With Isam Rashid
BAGHDAD – The unrest in the wake of Iraq’s failure to form a new government is making life particularly difficult for women.
“There is chaos in Iraq now, and there is danger everywhere,” 27-year-old Nora Ahmed told IPS. The situation has gone “from bad to worse, and only when the occupation ends, women in Iraq will be in a better situation,” said Fatima al-Naddaf.
The women seemed to speak for many others.
Militias and criminals alike have been accused of targeting women in the absence of the authority of a central government.
Fatima al-Naddaf from Women’s Will, an advocacy organization in Baghdad, works to highlight the difficulties faced by women in Iraq. “Before, Iraq was under sanctions, but at least it was a free country, not occupied,” she told IPS. “Iraq is bleeding now from the occupation.”
Women’s Will has been working on women’s issues and also on detention of men. Mass detentions of Iraqi men are endangering women and their children, she says.
Women’s Will is working particularly on the issue of women detained in Abu Ghraib and elsewhere. The Iraqi government and the occupation have repeatedly shown a disregard for due process and adequate evidence before making detentions.
“The most dangerous issue facing the Iraqi women is that some of them are being arrested under occupation,” said al-Naddaf. “Until now there are still many Iraqi women in the Abu Ghraib jail.”
Women are looking to the closure of Abu Ghraib jail and continued steps toward solidifying an Iraqi government as a step to establishing security for women.
International Women’s Day passed unnoticed in Iraq this year, but Baghdad resident Jinan Jabbar believes she will be able to celebrate it in the future. “Women in Iraq want the occupation forces to go back home,” she said. “They want to make a new and strong government in Iraq. Then we can celebrate the 8th of March.”
The Organization of Women’s Freedom in Iraq released a statement March 8 that said, “Crimes of the occupation are the major threat to Iraqi women’s rights. Before, women could go to work and study safely; today they are exposed to many threats, such as kidnappings, murder, and rape.”
Women’s Will blamed the occupation for creating a chaotic situation in Iraq. “We charge occupation forces with making a civil war in Iraq,” al-Naddaf told IPS. “Our appeal is asking them to stop violating Iraqi people’s rights in their daily life.”
Sixty-three-year-old Asmaa Ali described her family situation. “My son was killed two weeks ago, and now I feel Iraq has become like a big prison. Before occupation, my sons were soldiers in the Iraqi army, and I worried about them when they were in the Gulf War. And now also I’m worried about the others because everywhere there is killing.”
Women have come to fear Iraqi troops now, she said. “The most dangerous problem Iraqi women face is the uneducated and fanatical Iraqi troops. Because of that, some of the Iraqi women stop trying to educate themselves.”
Asmaa appealed for support from women around the world. “I want to invite them to come to Iraq, to see how Iraqi women suffered before, and how they are still suffering because of occupation.”
The troubles are not all new. Some women speak also of difficulties under the Saddam regime due to the brutal war with Iran and later because of the imposition of sanctions.
And there are also some voices of optimism among women. Jinan Jabbar believes women are in danger, but that in time “Iraq will be better.”
Ahrar Zalzali, a female Iraqi journalist, says the new government has at least shown there are some new possibilities for women. In some respects, the situation of women has improved under the occupation “because women in Iraq are taking on a good place in the Iraqi government.”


WHAT YOU NEED TO DO » Transcribe only the lines in the data below falling between the line with "reveal 'footwear' bounding box." and the line with "Get the bounding box for 'tableware'.", including those two lines, and leave out any picture.

MATERIAL PROVIDED »
####

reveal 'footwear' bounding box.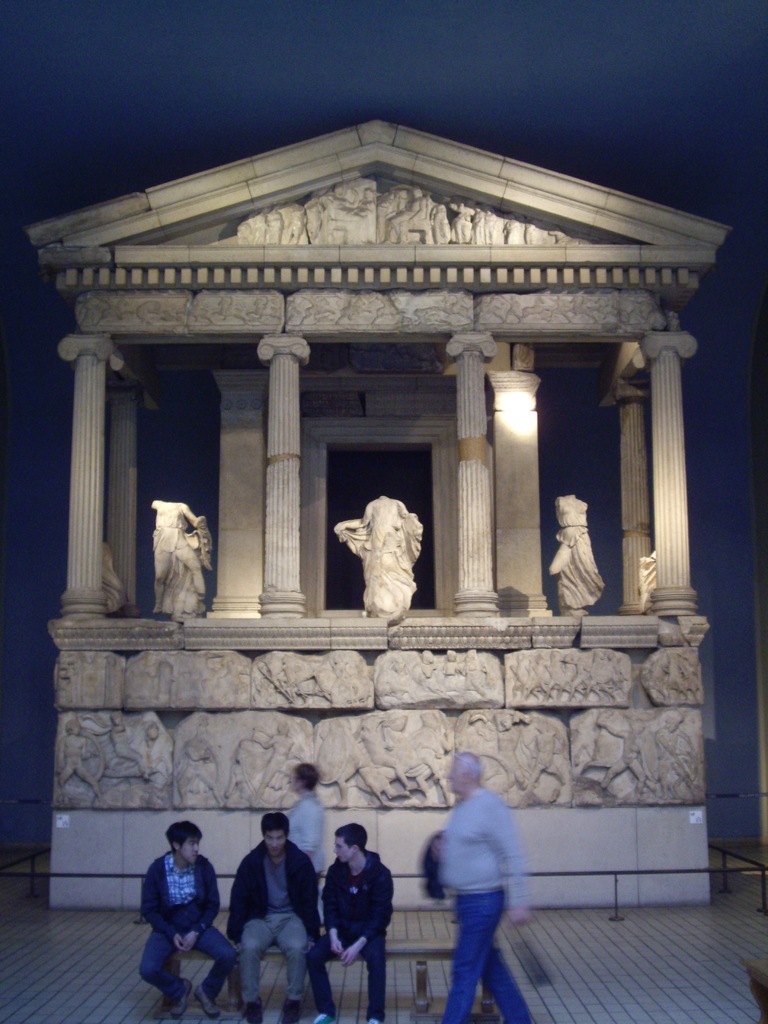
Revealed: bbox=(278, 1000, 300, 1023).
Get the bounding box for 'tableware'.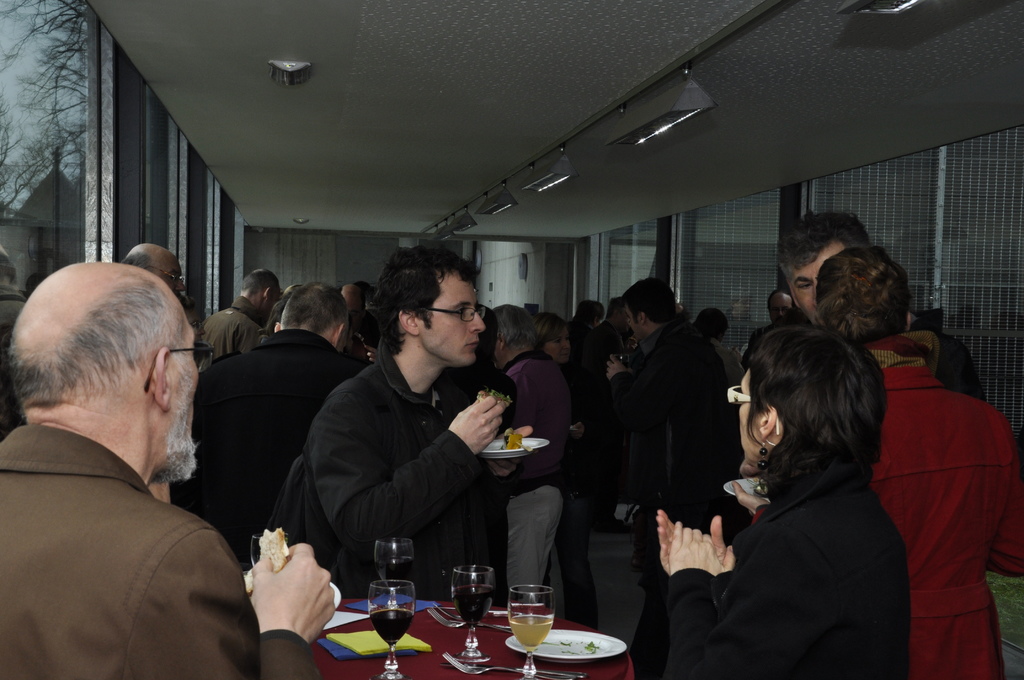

####

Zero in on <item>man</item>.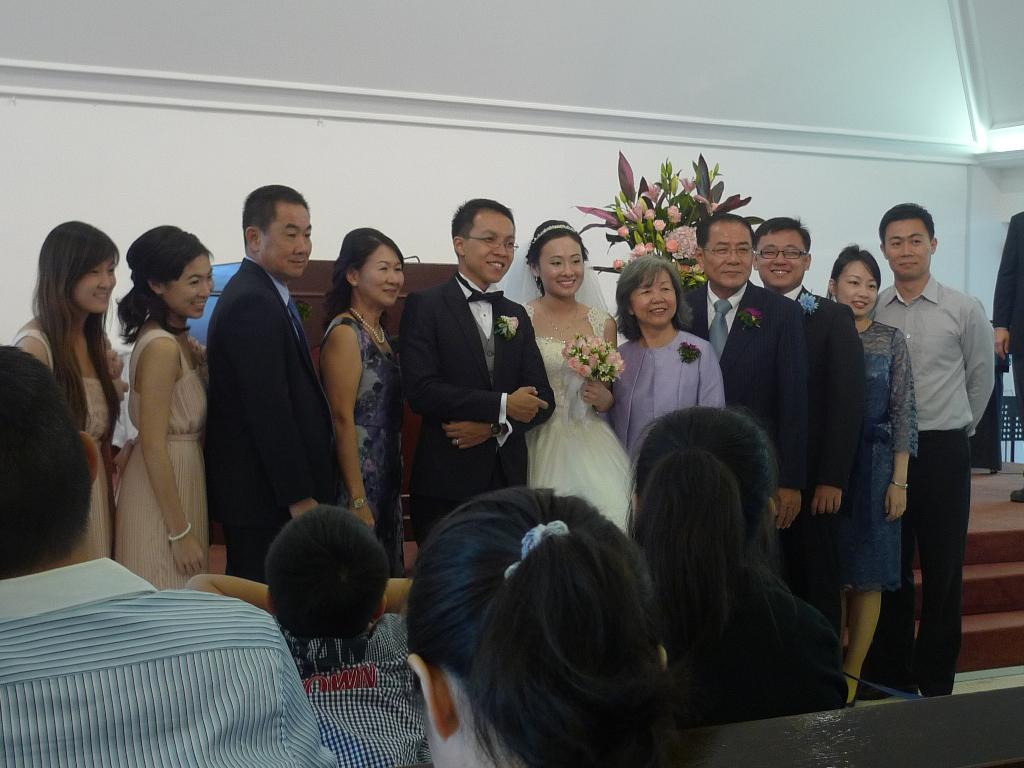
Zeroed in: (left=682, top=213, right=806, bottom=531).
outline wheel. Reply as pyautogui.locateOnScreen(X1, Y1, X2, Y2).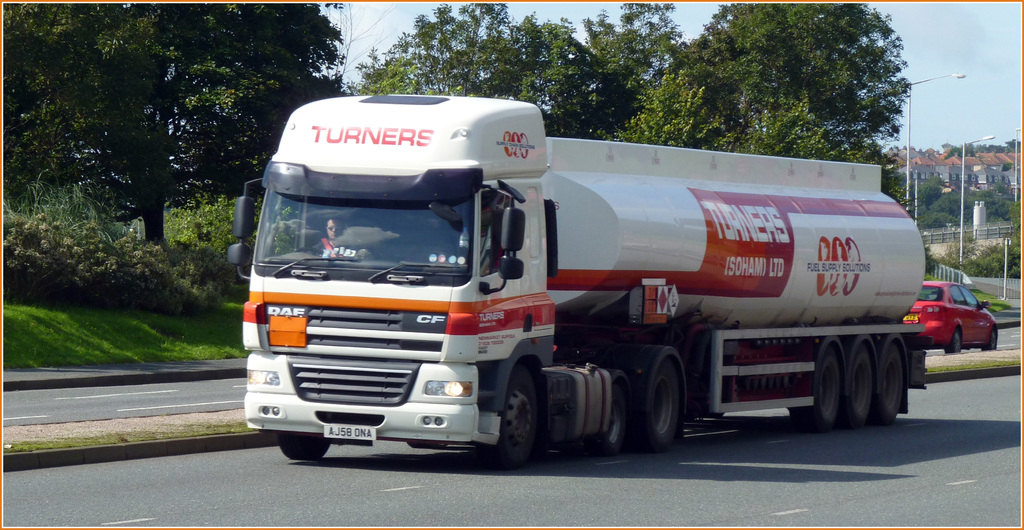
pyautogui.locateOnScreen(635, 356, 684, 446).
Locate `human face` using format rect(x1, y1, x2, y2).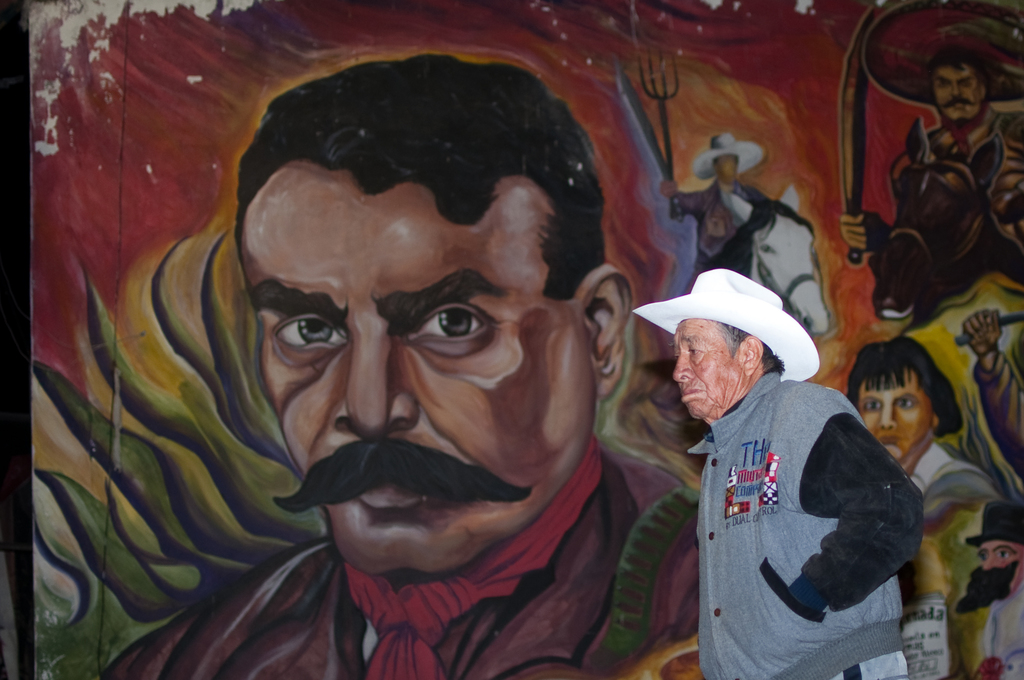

####

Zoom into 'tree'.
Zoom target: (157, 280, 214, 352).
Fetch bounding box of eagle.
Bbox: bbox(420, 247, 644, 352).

####

SOLUTION TO THIS TASK »
reveal 'footwear' bounding box.
Revealed: bbox=(278, 1000, 300, 1023).
Get the bounding box for 'tableware'.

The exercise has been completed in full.